• WHAT IS NEEDED
Once you find the line below that contains "This screenshot has width=868, height=313.", write it out along with every later line exactly as given, stopping only when the records end. Omit the pictures.

::: INFORMATION

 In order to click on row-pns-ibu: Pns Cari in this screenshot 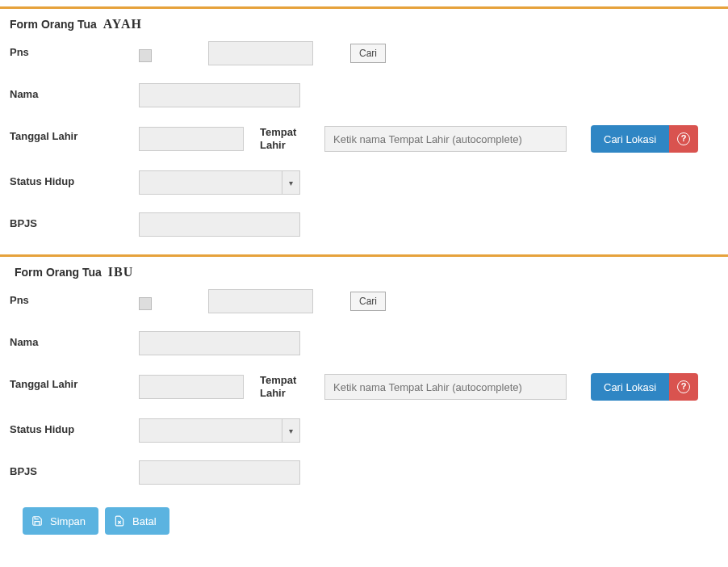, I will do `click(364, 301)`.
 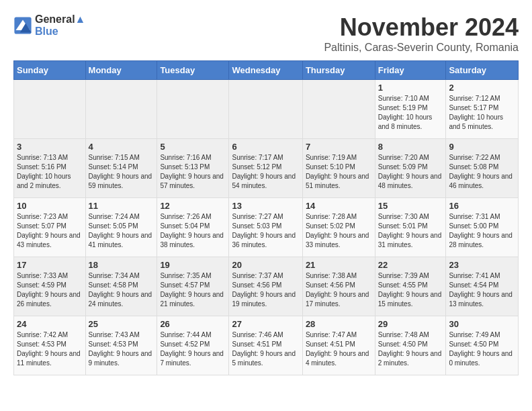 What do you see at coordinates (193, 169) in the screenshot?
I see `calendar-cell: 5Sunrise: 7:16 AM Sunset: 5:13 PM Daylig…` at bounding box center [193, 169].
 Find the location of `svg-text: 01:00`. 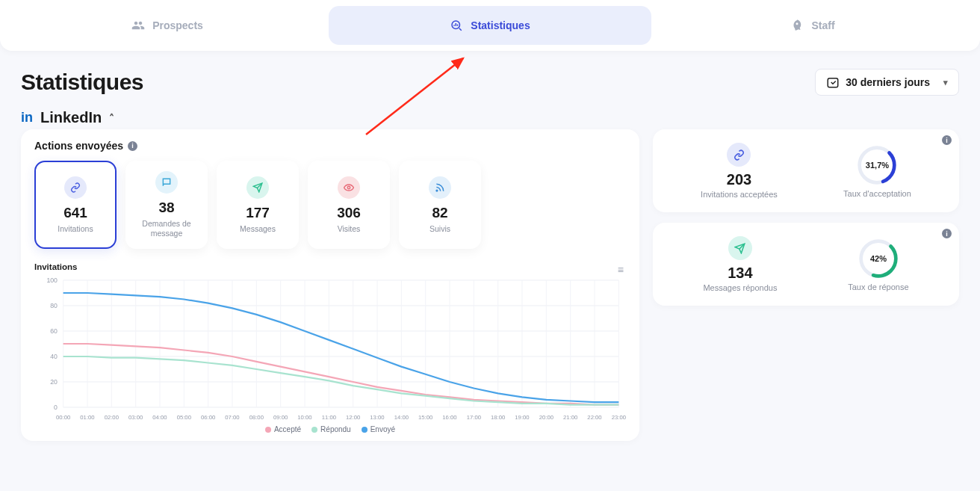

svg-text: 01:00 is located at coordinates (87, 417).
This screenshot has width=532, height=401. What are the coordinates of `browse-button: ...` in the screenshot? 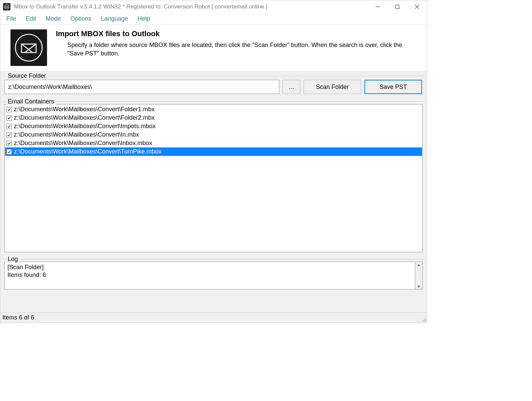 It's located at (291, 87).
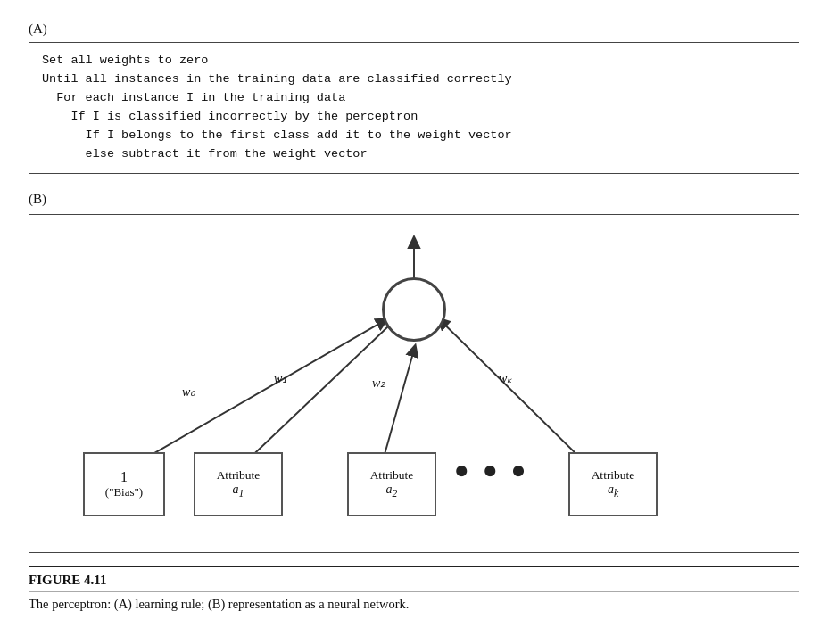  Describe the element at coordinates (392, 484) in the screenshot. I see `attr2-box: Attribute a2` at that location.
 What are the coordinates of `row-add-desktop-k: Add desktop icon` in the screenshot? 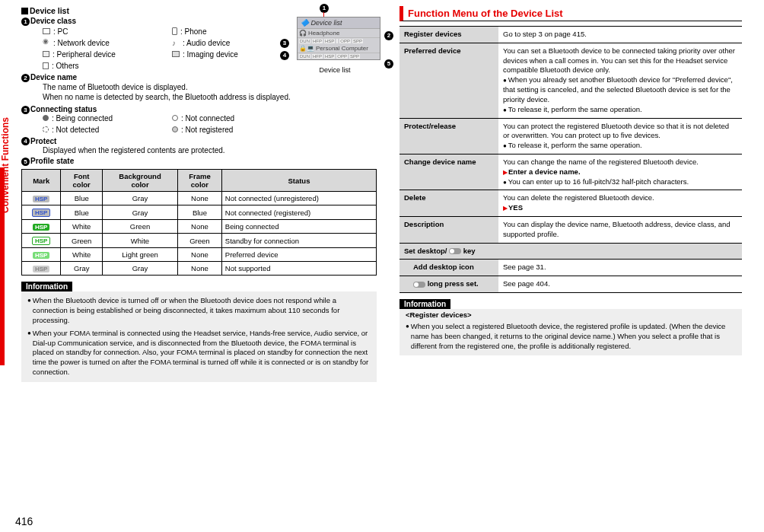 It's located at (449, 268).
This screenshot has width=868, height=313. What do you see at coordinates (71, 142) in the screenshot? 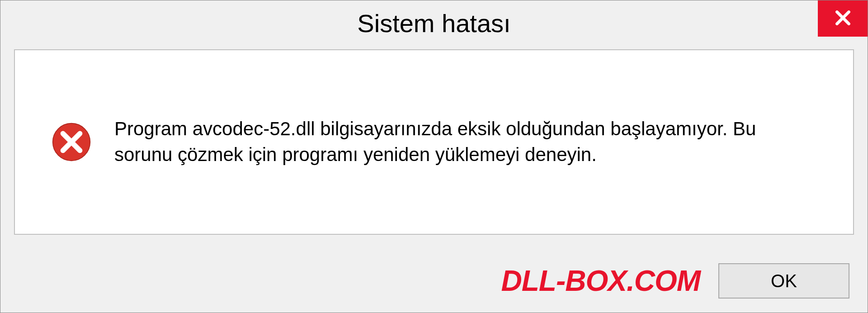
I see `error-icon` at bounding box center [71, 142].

::::::

• OUTPUT FOR THIS EXERCISE
This screenshot has width=868, height=313. What do you see at coordinates (71, 142) in the screenshot? 
I see `error-icon` at bounding box center [71, 142].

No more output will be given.